After fleeing their home just in time, the couple returned to find it obliterated. "This was their whole life, their dream, everything they'd worked for," said their son, Vlado Kovacic. Drago, a neat man of 74, tapped his breast with his fist. "It hurts me here," he said. "My heart is breaking."

Down the road is a chaotic mess of rubble and broken glass, the remains of a once handsome dwelling. Inside, there is little to be seen: a fridge, television and sofa all lie burnt and smashed in the wreckage. The garden is littered with broken stone urns and angels; the fishpond is ankle-deep in ash. A garage door flaps uselessly on its hinges.

There are similar scenes in communities all over the disaster zone, which comprises 20 or so hamlets and townships dotted across a broad arc of forested and agricultural land. And everywhere there is evidence of the fury of the firestorm. The cinder-black landscape still smoulders in patches. The remains of kangaroos, incinerated in mid-escape, lay across the north-south highway. Metal road signs have become blobs on the pavement.

In the town of Whittlesea, where an emergency relief centre has been set up, bushfire victims exchange tales of survival and bereavement. As volunteers serve up continous cups of tea, the locals cling to each other and weep. Their minds are filled with images they wish they had never seen.

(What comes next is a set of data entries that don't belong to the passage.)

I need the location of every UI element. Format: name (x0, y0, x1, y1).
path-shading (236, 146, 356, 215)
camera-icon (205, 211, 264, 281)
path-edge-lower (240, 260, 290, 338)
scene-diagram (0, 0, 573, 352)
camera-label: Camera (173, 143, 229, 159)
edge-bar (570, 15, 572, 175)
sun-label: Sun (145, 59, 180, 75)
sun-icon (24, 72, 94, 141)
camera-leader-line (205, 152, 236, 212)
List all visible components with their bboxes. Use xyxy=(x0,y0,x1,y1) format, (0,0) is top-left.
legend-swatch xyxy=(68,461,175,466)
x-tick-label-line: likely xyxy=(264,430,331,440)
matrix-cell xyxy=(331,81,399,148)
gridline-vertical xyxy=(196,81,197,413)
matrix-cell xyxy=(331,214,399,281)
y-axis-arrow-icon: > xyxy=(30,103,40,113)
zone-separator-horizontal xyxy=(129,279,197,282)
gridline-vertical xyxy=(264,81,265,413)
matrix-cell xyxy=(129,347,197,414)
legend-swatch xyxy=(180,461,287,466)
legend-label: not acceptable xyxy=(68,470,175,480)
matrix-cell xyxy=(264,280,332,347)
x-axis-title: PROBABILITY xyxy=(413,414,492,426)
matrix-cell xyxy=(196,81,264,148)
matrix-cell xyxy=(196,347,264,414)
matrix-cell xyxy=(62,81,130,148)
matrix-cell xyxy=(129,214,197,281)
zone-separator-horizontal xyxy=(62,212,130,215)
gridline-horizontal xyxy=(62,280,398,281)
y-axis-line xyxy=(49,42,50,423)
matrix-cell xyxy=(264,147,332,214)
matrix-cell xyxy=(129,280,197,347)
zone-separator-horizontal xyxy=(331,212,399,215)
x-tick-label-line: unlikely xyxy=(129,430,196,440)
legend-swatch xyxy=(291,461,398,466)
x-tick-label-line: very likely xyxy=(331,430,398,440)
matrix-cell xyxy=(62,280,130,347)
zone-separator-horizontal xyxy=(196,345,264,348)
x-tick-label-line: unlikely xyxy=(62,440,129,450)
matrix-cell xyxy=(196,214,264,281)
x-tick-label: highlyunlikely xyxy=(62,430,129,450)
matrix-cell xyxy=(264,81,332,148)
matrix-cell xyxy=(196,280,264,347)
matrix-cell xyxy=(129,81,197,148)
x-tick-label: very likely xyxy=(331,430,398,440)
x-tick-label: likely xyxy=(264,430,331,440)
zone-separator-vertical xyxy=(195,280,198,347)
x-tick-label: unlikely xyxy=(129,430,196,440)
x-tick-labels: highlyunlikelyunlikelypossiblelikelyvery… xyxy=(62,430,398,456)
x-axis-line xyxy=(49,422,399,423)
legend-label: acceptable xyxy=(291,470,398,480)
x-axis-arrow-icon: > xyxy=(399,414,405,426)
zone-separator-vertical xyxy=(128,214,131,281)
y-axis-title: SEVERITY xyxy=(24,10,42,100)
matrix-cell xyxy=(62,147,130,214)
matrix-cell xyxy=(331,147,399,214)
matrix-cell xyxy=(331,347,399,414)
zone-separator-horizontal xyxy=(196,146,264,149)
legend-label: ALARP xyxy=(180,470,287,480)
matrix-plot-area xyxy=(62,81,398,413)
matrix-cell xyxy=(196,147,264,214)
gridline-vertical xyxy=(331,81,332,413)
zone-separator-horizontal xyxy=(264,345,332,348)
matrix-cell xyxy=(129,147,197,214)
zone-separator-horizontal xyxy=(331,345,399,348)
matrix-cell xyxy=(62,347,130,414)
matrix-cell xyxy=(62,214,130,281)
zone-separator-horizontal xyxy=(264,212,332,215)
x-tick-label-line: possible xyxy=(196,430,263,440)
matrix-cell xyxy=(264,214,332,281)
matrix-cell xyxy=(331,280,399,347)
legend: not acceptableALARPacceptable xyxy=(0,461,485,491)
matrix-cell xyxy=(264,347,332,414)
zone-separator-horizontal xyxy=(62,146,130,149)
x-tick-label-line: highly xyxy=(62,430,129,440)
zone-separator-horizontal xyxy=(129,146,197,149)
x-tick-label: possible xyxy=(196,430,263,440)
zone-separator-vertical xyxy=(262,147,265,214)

Roger Cook calls himself a working-class boy from Portsmouth. He has lived in Kinglake West, in the Upper Yarra Valley, for 20 years. His street, Pine Ridge Road, borders a national park. "That's what we love about it," he said. "You're in a little suburban street, but you've got lyre birds and wombats and beautiful bushland." There were 47 houses on Pine Ridge Road, and fire destroyed them all. Dozens of lives were lost in the Kinglake area. Mr Cook believes 21 people died in his street. He counts them off on his fingers. "There's a single mother with two kids, there's an old lady, there's a family with two young kids."

His own family left just in time. "A few more minutes, and we'd have been trapped," he said. Three men he knows stayed until houses around them were virtually exploding. By that time, their four-wheel drive was on fire, and their other car was so hot that the gearstick was melting. "One bloke had to sit in another's lap because the seats were melting, but they managed to drive it," said Mr Cook. "They were probably the last ones alive in the town. They said they heard screaming as they left."

Inside the volunteer fire service headquarters in Whittlesea, an exhausted John Holmes was gulping down dinner after a 12-hour shift. He had spent the day in Kinglake, which he called "Armageddon". "Everything there is grey and black," he said. "If it's still standing, it's black; if it's not, it's ash."

One of the most haunting sights, he recalled, was cattle that had been burnt as they sat in the fields. The inferno had roared through so swiftly, they had not even had time to get up. Another firefighter, David Tree, had rescued a koala he saw moving gingerly on scorched paws across the burnt countryside.

It stopped when it noticed him following, and he called out to his colleagues for water. "I unscrewed the bottle, tipped it up on his lips and he just took it naturally," Mr Tree said. "He kept reaching for the bottle, almost like a baby."